The above recognition of this ostensibly heterogeneous sociogenic illness behavior, loosely bounded by classical notions of mental health diagnoses, suggests the possibility that the increasingly algorithmic [78] and audiovisually immersive social media environment is a scopic medium [79] in which various ‘neurodivergent’ or sick role [30] identities or personas can be claimed at will, at any given moment—with no antecedent biological basis or tether to empirical reality—with positive social and emotional reinforcement and resonance from the associated online community (e.g., via the use of hashtags; user-to-user sharing and amplification of content) [36]. This social and emotional resonance may amplify and reinforce identification with the persona and may even predict later behaviors in line with it [80]. Sharing emotions, feelings, and thoughts around one's self-diagnosed mental illness identity within a solely techno-mediated scopic performative milieu in which such feelings, emotions, and beliefs are amplified may increase the likelihood that the ‘self-diagnosed’ identity is reified and incorporated into one's self-concept, regardless of its correspondence to external reality and conventional taxonomies of mental illness [36,80]. Said differently, the capacity for emotion regulation around the nature of one's self -identity is increasingly being techno-mediated externally, rather than internally within the self.

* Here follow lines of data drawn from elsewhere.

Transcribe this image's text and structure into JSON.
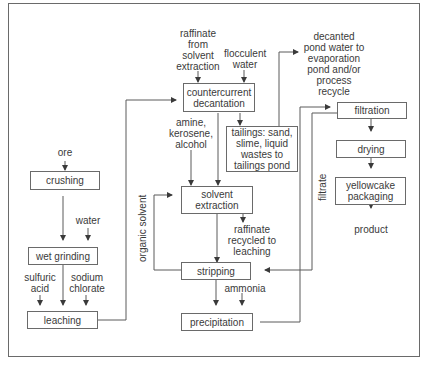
{
  "diagram": {
    "type": "process-flowchart",
    "boxes": {
      "crushing": "crushing",
      "wet_grinding": "wet grinding",
      "leaching": "leaching",
      "countercurrent_decantation": "countercurrent\ndecantation",
      "tailings": "tailings: sand,\nslime, liquid\nwastes to\ntailings pond",
      "solvent_extraction": "solvent\nextraction",
      "stripping": "stripping",
      "precipitation": "precipitation",
      "filtration": "filtration",
      "drying": "drying",
      "yellowcake_packaging": "yellowcake\npackaging"
    },
    "labels": {
      "ore": "ore",
      "water": "water",
      "sulfuric_acid": "sulfuric\nacid",
      "sodium_chlorate": "sodium\nchlorate",
      "raffinate_from_sx": "raffinate\nfrom\nsolvent\nextraction",
      "flocculent_water": "flocculent\nwater",
      "amine_kerosene_alcohol": "amine,\nkerosene,\nalcohol",
      "decanted_pond_water": "decanted\npond water to\nevaporation\npond and/or\nprocess\nrecycle",
      "raffinate_recycled": "raffinate\nrecycled to\nleaching",
      "ammonia": "ammonia",
      "organic_solvent": "organic  solvent",
      "filtrate": "filtrate",
      "product": "product"
    },
    "edges": [
      {
        "from": "ore",
        "to": "crushing"
      },
      {
        "from": "crushing",
        "to": "wet grinding"
      },
      {
        "from": "water",
        "to": "wet grinding"
      },
      {
        "from": "wet grinding",
        "to": "leaching"
      },
      {
        "from": "sulfuric acid",
        "to": "leaching"
      },
      {
        "from": "sodium chlorate",
        "to": "leaching"
      },
      {
        "from": "leaching",
        "to": "countercurrent decantation"
      },
      {
        "from": "raffinate from solvent extraction",
        "to": "countercurrent decantation"
      },
      {
        "from": "flocculent water",
        "to": "countercurrent decantation"
      },
      {
        "from": "countercurrent decantation",
        "to": "tailings"
      },
      {
        "from": "countercurrent decantation",
        "to": "solvent extraction"
      },
      {
        "from": "amine, kerosene, alcohol",
        "to": "solvent extraction"
      },
      {
        "from": "tailings",
        "to": "decanted pond water"
      },
      {
        "from": "solvent extraction",
        "to": "raffinate recycled to leaching"
      },
      {
        "from": "solvent extraction",
        "to": "stripping"
      },
      {
        "from": "stripping",
        "to": "solvent extraction",
        "label": "organic solvent"
      },
      {
        "from": "stripping",
        "to": "precipitation"
      },
      {
        "from": "ammonia",
        "to": "precipitation"
      },
      {
        "from": "precipitation",
        "to": "filtration"
      },
      {
        "from": "filtration",
        "to": "stripping",
        "label": "filtrate"
      },
      {
        "from": "filtration",
        "to": "drying"
      },
      {
        "from": "drying",
        "to": "yellowcake packaging"
      },
      {
        "from": "yellowcake packaging",
        "to": "product"
      }
    ]
  }
}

Recognizing and responding to this possibility by researchers and mental health practitioners is an urgent public health priority in our view, given extant evidence suggesting that the social media environment is a mental health risk factor for adolescents and youth struggling with elevated personality psychopathology and inchoate personal identities during the transition to young adulthood [17,19,20,22]. In addition, whether and how social media technology is a contributing force in both potentially inducing sociogenic illness while simultaneously influencing how professional mental health organizations evolve with respect to understanding and defining mental illness—thus potentially immunizing current sociogenic illness from classical diagnoses of mental illness—is crucial to take stock of in order to rigorously inform public health discourse and policy [81].